Kenya has expressed “regret” over the presence of a flag from Somalia’s breakaway region of Somaliland at a diplomatic briefing in Nairobi, which sparked a strong protest from Somalia.
Hours after Somalia’s ambassador to Kenya walked out of a diplomatic meeting in Nairobi because of the presence of a Somaliland envoy, Kenya’s foreign ministry regretted the “inappropriate presence” of a Somaliland flag, but made no mention of an envoy from the region, which declared independence in 1991.
“The ministry wishes to reaffirm its recognition of the sovereignty of a single federal government of Somalia and the integrity of the federal state of Somalia,” the Kenyan diplomatic statement added.
“Any inconvenience or embarrassment caused by this matter is deeply regretted,” the statement said.
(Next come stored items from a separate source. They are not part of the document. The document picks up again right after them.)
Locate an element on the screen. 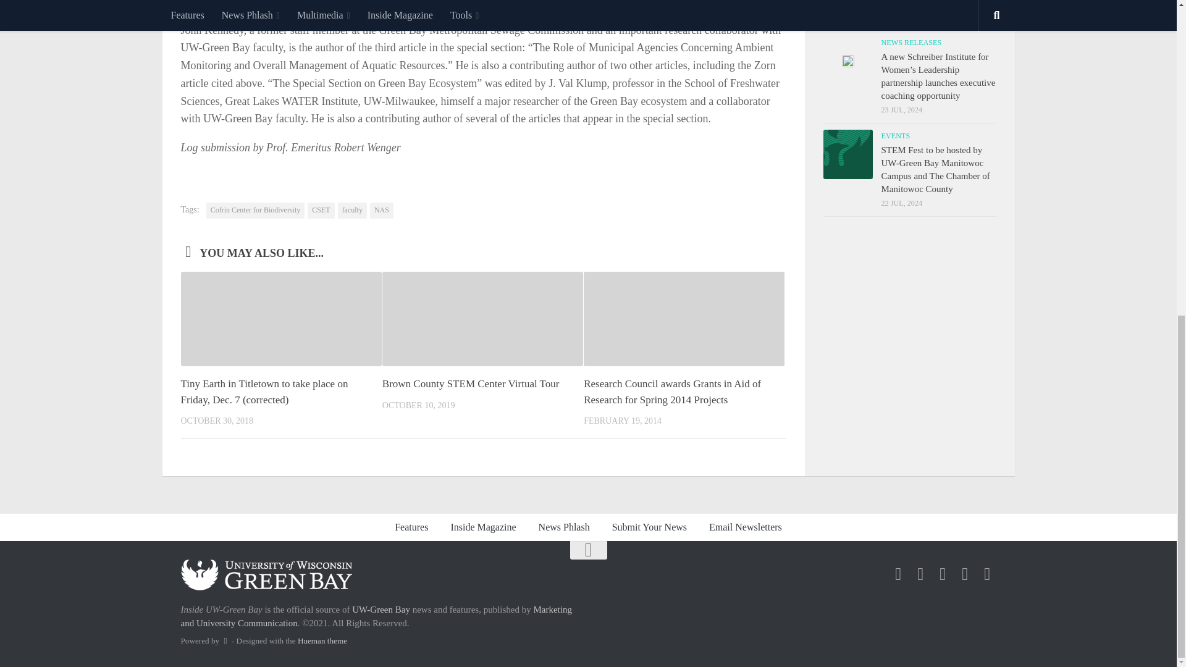  Brown County STEM Center Virtual Tour is located at coordinates (471, 384).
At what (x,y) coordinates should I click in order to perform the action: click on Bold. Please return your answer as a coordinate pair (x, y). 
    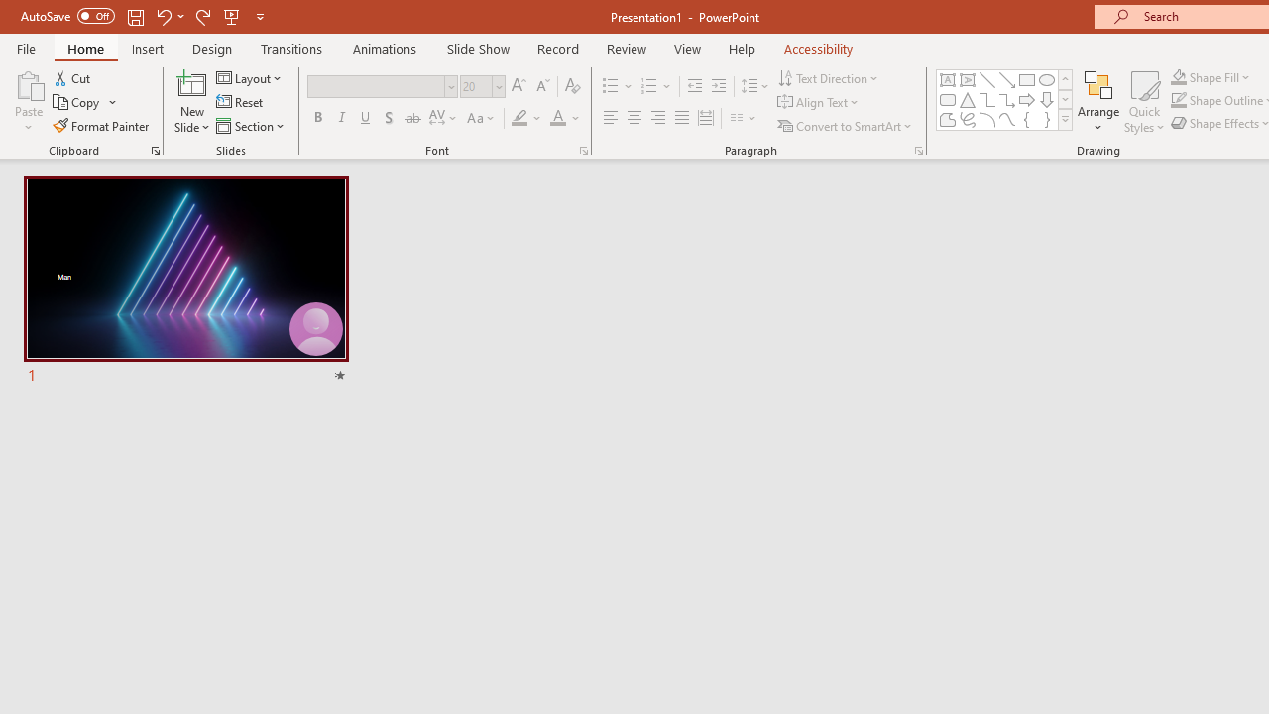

This diplomatic faux pas comes just days after Kenyan President Uhuru Kenyatta visited Mogadishu for the inauguration of Somalia’s newly elected president, Hassan Sheikh Mohamud, marking an easing of relations between the two countries, which were stormy under the previous president Mohamed Abdullahi Mohamed, known as Farmajo.
Somalia also agreed on Friday to lift a ban on airlifting khat from Kenya, which had been in place for over two years.
Mogadishu had severed diplomatic relations with Kenya in December 2020, when Kenyatta received in Nairobi the president of the self-proclaimed republic of Somaliland, which is not recognized by the international community and which Mogadishu considers an integral part of Somalia.
Diplomatic relations were restored in August 2021.
The Somali embassy in Nairobi said Tuesday that it was “unfortunate” that Kenya had “intentionally invited” a Somaliland representative to a diplomatic meeting and granted him “privileges equal to those of a sovereign state despite the protest of the Somali ambassador.
A former British colony, Somaliland has economic relations with a handful of countries around the world, but remains an island of stability compared to Somalia, which has been ravaged by decades of political violence and a deadly Islamist insurgency.